The practical moral of this story is a familiar one: “say what you mean, precisely, or a judge will tell you exactly what you meant”. The emphasis should be put on “precisely”. In other words, if you intend for a party to a contract to expend his or her last efforts and bottom dollar to accomplish a goal, don’t use the phrase “best efforts” because it will not be interpreted that way. The best (reasonable) approach when drafting contracts with an “efforts standard” is to specifically define the effort required, and add “carve-ins” or “carve-outs” to the defined standard.

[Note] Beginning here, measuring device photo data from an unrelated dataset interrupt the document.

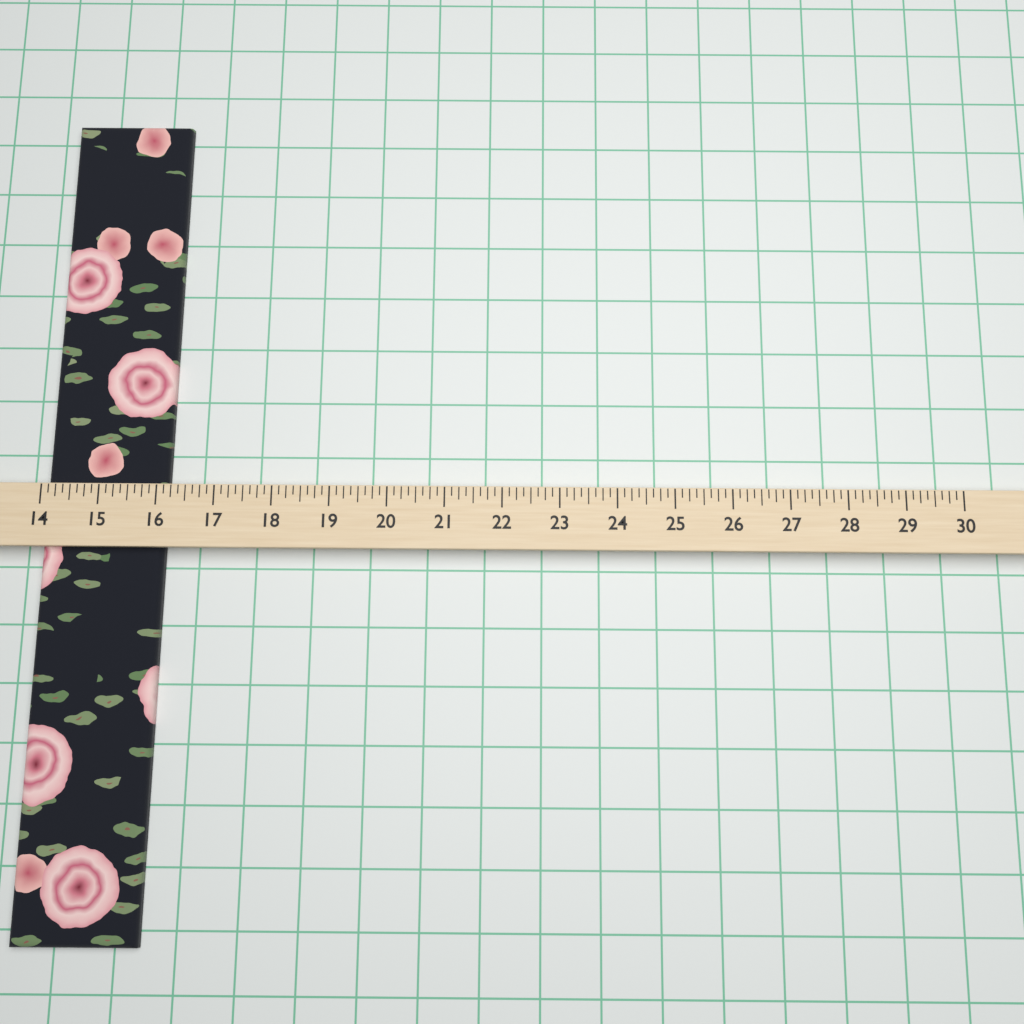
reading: 16.125 (no unit)
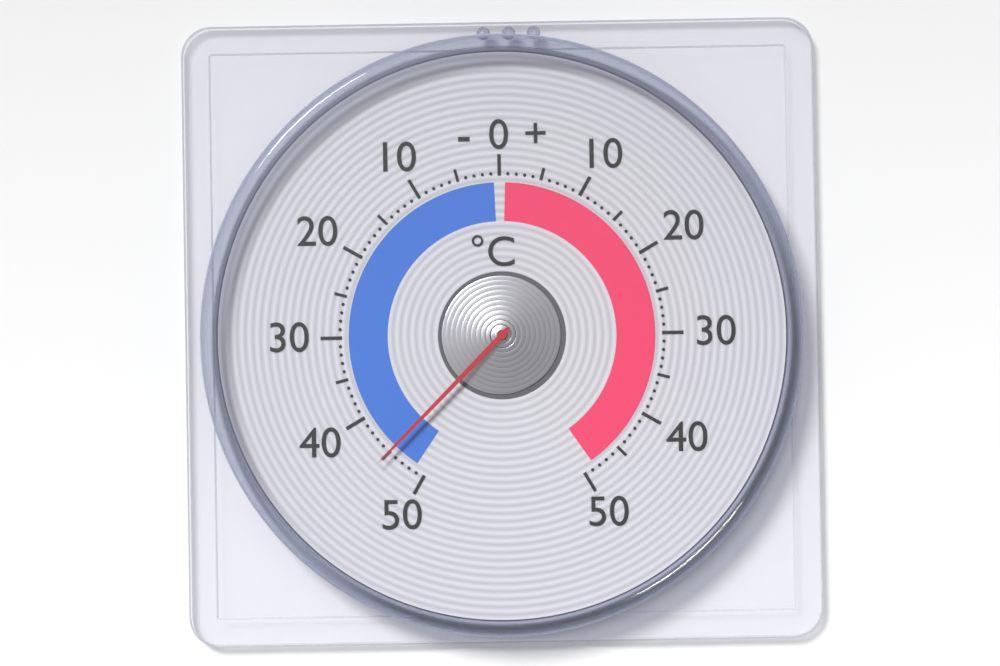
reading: -45 °C
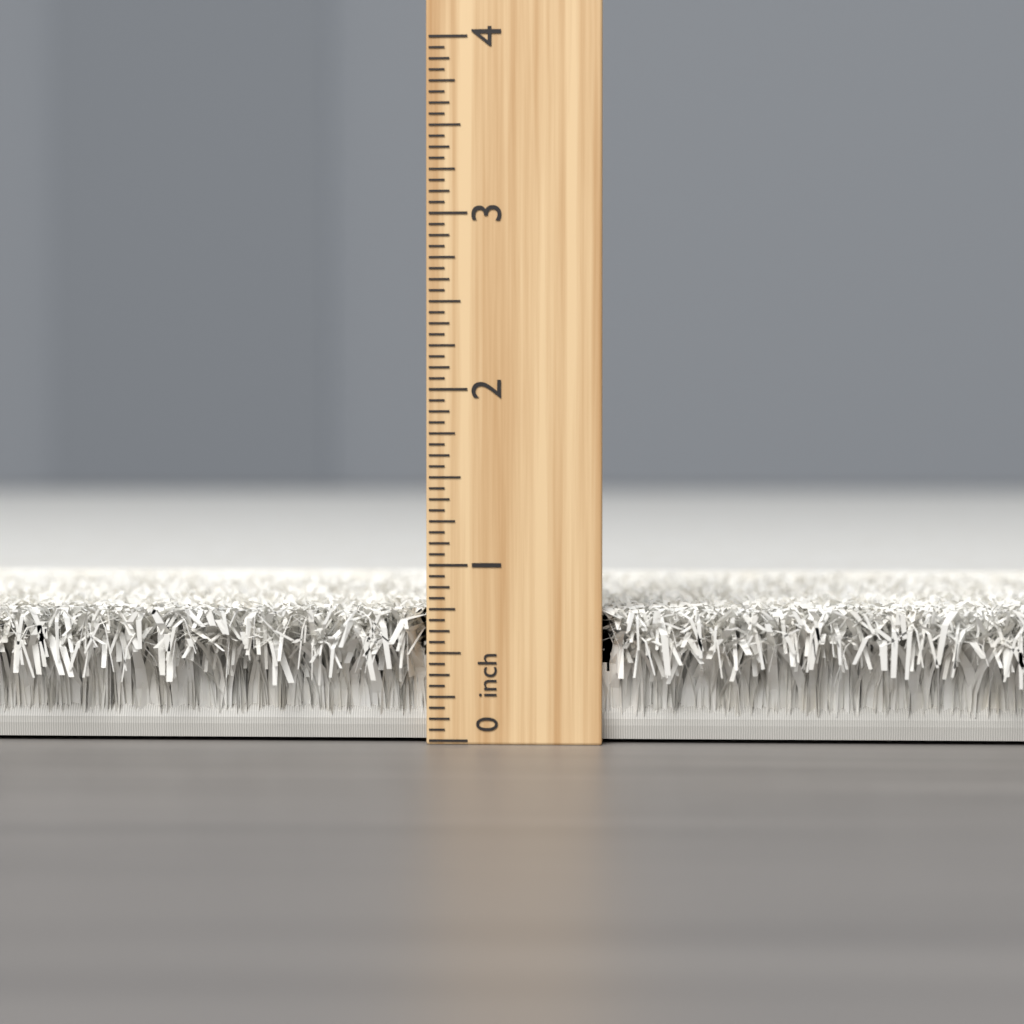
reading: 0.7500 inch
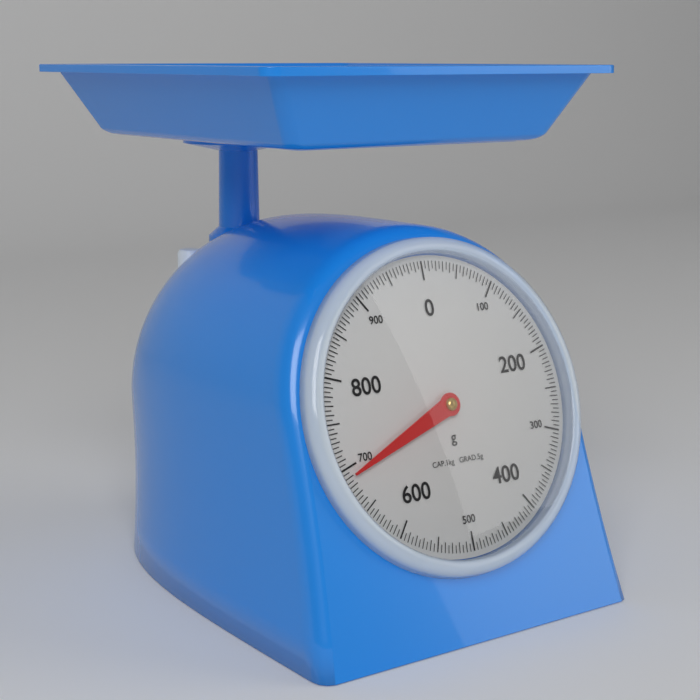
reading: 690 g
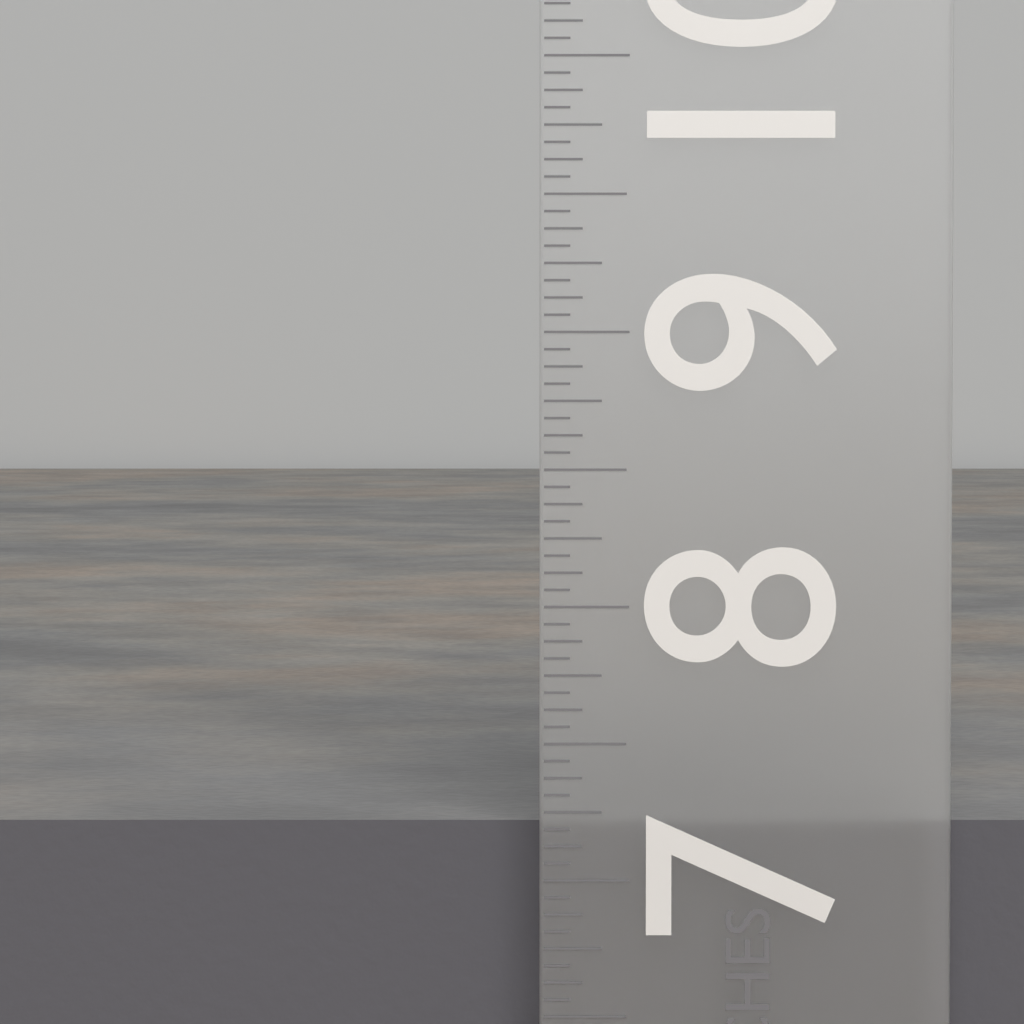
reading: 7.1875 in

For example, in the afore-mentioned “efforts required to rezone real property example”, including objective standards such as: (i) a time deadline as to when applications need to be made; and (ii) the extent of zoning application required (such as appearing before a Board of Zoning Appeals, preparing a marketing campaign, and initiation of the zoning issue on a community ballot) would be much more advisable than using a general efforts standard. In the afore-mentioned lease example, a commercially reasonable efforts standard should be accompanied by specific carve-in requirements such as: retaining a broker, advertising the space for lease, offering the space to existing tenants, etc. The landlord in this example may want to negotiate for “carve-out facts”, essentially limiting the efforts the landlord will need to make to mitigate its damages, such as putting the property in the hands of a broker, and the right to reject tenants who don’t meet the tenant mix of the building.

As a practical matter, case law suggests that contracting parties and their lawyers should not spend a lot of time arguing whether or not reasonable vs. best efforts should be expressly required in a contract, because they have been essentially interpreted as the same. Rather, the parties should use best (I mean, reasonable) efforts to identify the specific efforts required to accomplish their goals.